Re my recent post on differentiated instruction, a reader named Ed posted a compelling response:
Teaching their peers? Are they nuts!
The bullying I received when my teacher tried that because they couldn't find things for me to do.
Plus kids "love" being taught by the geek in the room.
I’ve been thinking a lot about bullying lately because it has become such a ubiquitous topic. Are kids really more mean spirited than they were a generation ago? Or do they simply have more opportunities to be mean?
Thanks to smartphones and “social” media like Facebook and Twitter one can bully anyone anytime and anywhere, even those who do all they can to avoid their tormentors, disseminating insults and gossip to a limitless virtual audience of gawking peers. Particularly lethal--literally so--are doctored images and fake Facebook pages.
A far less appreciated source of growing opportunity, as I’ve argued
earlier, is the growing time that students spend working in groups at school. Ironically, some bullying experts view cooperative group work as a way to remedy bullying, but given that bullying (especially when it takes the form of teasing and shunning) can be subtle and difficult to detect, and given that teachers cannot supervise multiple groups simultaneously, group activities often have the opposite effect. Particularly problematic, as Ed suggests, are the increasingly fashionable mixed-ability groups.
Today’s anti-bullying measures can backfire in other ways. Socially savvy kids can take advantage of zero tolerance policies and subtly goad a more socially clueless peer into lashing out. The victim rather than the perpetrator is then the one who gets punished. In whole class discussions in which children are supposed to share their experiences with bullying, the victims may be too uncomfortable to do so, especially if those experiences involved subtle, difficult-to-articulate forms of bullying like shunning, and especially if the vicctims expect subtle reprisals from peers once the adults are out of earshot.
It’s the socially aloof kids, of course, who are most often the true victims. Has the rise in autistic spectrum disorders caused bullying to increase? Perhaps, but a rise in the numbers of organically socially savvy kids may be just as responsible. One of the more compelling reasons for the rise in Asperger’s Syndrome, in particular, is the “
assortative mating theory.” This holds that, where today’s mobile, densely interconnected humans are concerned, birds of a feather increasingly mate together. That is, instead of marrying the boy down the street, you’re more likely to marry the boy in your chosen field who shares, say, your analytical interests and distaste for small talk; or your social charms and love of parties. One result, commonly cited by such autism researchers as Simon Baron-Cohen, may be a concentration of autism-related genes. The much less commonly cited flipside is a concentration of sociability-related genes. The likely result? A widening spread of children across the spectrum from socially-aloof to socially-savvy. More victims, yes, but also (among the more mean-spirited of the highly socially-savvy), more sophisticated and powerful perpetrators.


YOUR INSTRUCTIONS: Scan the records for "dotted" and copy each line that contains it.

*****

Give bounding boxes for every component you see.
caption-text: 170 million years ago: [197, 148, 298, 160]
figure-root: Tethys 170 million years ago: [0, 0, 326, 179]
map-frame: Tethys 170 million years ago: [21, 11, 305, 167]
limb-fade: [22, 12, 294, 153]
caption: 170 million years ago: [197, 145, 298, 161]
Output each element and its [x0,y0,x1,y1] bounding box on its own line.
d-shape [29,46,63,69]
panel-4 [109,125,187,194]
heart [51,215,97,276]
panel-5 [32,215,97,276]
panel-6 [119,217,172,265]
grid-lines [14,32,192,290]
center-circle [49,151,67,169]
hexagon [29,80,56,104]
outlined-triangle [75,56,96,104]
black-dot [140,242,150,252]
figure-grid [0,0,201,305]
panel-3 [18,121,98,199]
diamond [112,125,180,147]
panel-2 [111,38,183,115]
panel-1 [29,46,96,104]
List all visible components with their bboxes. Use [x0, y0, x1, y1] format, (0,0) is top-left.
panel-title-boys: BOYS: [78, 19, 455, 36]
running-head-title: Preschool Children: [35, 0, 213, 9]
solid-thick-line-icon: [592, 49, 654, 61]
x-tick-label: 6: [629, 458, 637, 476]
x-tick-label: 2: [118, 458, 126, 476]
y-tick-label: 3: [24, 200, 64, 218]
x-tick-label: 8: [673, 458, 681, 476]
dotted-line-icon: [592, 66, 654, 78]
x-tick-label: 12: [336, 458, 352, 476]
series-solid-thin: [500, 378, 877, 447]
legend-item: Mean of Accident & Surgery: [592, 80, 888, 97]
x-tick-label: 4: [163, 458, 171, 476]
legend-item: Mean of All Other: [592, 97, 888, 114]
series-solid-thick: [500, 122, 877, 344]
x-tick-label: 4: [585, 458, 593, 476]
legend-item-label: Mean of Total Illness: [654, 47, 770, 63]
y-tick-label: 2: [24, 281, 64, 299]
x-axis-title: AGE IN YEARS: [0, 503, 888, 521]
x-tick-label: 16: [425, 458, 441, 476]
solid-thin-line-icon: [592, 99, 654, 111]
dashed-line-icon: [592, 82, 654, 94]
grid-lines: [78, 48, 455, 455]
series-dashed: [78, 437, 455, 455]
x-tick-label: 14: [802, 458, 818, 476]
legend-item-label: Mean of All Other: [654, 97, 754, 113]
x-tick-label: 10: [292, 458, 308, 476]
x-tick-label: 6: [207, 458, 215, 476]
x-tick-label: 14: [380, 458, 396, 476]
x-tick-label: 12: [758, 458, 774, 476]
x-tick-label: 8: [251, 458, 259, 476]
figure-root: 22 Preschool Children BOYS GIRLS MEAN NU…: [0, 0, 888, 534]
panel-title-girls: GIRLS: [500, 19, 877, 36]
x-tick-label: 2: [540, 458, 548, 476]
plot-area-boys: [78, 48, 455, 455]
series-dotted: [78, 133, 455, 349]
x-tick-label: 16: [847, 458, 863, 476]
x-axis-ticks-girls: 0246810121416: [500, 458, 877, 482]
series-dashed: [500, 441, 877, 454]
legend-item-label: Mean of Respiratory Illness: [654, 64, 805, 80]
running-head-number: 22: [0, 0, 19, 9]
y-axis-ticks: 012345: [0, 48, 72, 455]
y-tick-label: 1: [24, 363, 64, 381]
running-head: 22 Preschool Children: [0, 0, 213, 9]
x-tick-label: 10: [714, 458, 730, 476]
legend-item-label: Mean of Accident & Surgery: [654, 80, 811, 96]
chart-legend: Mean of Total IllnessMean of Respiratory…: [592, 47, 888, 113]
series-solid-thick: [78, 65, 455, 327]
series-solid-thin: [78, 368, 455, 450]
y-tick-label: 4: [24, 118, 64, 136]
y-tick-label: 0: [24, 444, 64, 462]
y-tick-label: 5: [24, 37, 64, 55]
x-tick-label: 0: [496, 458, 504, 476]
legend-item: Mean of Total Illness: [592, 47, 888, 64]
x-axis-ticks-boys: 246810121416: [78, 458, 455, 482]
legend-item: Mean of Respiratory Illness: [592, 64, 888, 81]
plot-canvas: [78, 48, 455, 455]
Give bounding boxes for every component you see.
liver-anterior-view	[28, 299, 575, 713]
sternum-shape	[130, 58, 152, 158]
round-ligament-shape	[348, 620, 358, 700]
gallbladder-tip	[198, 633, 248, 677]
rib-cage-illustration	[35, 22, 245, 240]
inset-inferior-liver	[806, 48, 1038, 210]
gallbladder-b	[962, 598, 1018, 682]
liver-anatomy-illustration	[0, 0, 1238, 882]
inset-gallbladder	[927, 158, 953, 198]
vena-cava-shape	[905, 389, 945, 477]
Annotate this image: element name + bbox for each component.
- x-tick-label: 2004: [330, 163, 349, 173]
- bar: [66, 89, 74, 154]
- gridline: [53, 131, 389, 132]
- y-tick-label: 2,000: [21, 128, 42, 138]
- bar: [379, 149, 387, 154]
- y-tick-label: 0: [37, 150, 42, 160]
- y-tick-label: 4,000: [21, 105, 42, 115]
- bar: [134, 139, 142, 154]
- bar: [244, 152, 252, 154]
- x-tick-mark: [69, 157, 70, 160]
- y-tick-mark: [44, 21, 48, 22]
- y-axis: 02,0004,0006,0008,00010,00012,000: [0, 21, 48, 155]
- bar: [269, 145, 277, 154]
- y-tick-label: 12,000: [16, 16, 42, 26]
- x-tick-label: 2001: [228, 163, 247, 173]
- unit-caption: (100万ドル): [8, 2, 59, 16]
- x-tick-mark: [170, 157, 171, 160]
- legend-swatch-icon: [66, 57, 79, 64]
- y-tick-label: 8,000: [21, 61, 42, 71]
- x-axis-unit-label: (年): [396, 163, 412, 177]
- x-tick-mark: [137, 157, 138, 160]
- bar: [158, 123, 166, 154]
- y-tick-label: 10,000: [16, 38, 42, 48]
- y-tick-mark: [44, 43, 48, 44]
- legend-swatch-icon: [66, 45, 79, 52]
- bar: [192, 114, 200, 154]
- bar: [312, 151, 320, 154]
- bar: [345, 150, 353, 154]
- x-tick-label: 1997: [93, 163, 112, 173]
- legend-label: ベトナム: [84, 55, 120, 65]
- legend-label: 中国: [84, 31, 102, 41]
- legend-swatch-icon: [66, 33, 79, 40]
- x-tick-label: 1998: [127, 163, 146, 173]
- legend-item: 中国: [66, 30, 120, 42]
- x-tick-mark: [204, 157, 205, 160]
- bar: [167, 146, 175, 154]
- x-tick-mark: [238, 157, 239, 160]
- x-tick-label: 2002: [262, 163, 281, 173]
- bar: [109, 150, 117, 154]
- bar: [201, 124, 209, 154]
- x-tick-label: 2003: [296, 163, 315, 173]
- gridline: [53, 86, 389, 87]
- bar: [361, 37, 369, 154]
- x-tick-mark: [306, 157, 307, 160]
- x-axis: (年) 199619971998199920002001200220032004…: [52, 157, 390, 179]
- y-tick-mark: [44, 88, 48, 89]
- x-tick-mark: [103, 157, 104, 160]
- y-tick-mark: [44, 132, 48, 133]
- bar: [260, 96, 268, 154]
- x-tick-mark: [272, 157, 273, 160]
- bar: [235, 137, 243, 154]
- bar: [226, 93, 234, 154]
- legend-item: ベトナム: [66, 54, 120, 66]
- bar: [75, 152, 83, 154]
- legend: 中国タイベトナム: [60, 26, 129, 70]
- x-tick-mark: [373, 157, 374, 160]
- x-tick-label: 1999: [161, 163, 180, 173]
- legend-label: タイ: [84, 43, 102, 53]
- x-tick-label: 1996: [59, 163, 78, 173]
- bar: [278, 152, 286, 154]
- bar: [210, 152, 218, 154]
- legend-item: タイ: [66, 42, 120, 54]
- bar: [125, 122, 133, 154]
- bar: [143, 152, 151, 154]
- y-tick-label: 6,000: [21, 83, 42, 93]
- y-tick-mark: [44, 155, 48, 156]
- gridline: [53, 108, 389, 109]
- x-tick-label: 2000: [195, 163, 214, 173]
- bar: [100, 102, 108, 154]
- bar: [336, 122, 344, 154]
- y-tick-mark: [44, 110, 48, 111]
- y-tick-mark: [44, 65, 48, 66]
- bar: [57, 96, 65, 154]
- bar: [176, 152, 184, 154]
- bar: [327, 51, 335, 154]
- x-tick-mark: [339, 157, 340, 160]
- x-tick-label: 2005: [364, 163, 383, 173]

*****

SOLUTION:
dotted-line-icon: [592, 66, 654, 78]
series-dotted: [78, 133, 455, 349]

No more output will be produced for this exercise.